= RECORD EXTRACTS =

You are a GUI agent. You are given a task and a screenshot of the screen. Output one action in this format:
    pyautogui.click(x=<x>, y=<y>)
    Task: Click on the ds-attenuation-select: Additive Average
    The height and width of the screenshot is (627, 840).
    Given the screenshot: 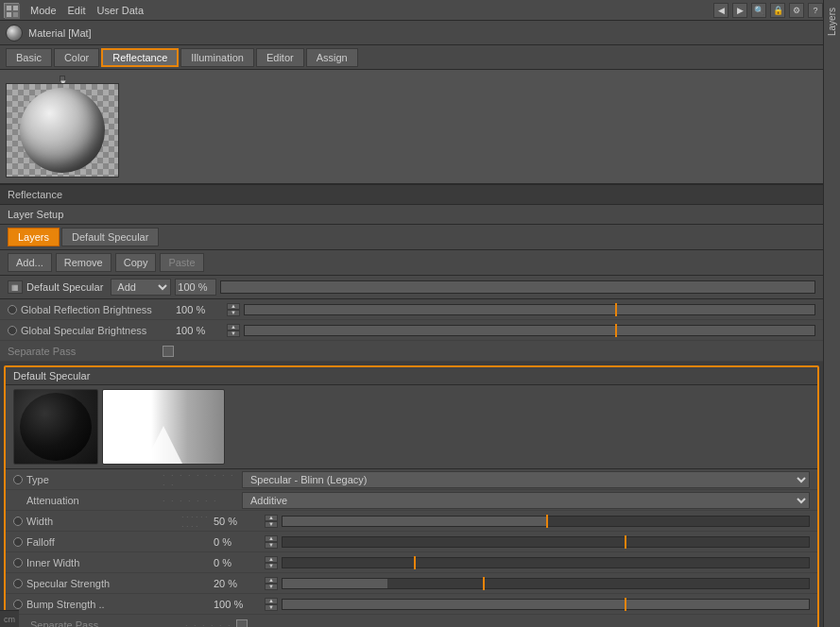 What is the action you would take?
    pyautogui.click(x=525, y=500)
--
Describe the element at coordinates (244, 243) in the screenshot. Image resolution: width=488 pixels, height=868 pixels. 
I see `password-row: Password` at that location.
...
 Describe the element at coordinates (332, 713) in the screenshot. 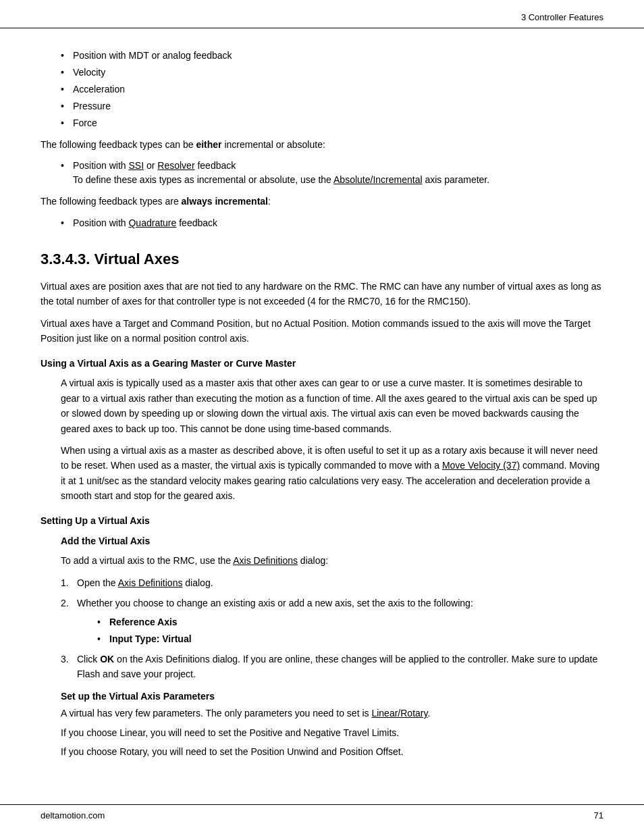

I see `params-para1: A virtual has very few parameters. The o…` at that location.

= PROBLEM =
Could you return exactly the lines above from the line with "You are a GUI" to the line with "The height and", both included, and nothing else?

= SOLUTION TO THIS PROBLEM =
You are a GUI agent. You are given a task and a screenshot of the screen. Output one action in this format:
    pyautogui.click(x=<x>, y=<y>)
    Task: Click on the ds-attenuation-select: Additive Average
    The height and width of the screenshot is (627, 840).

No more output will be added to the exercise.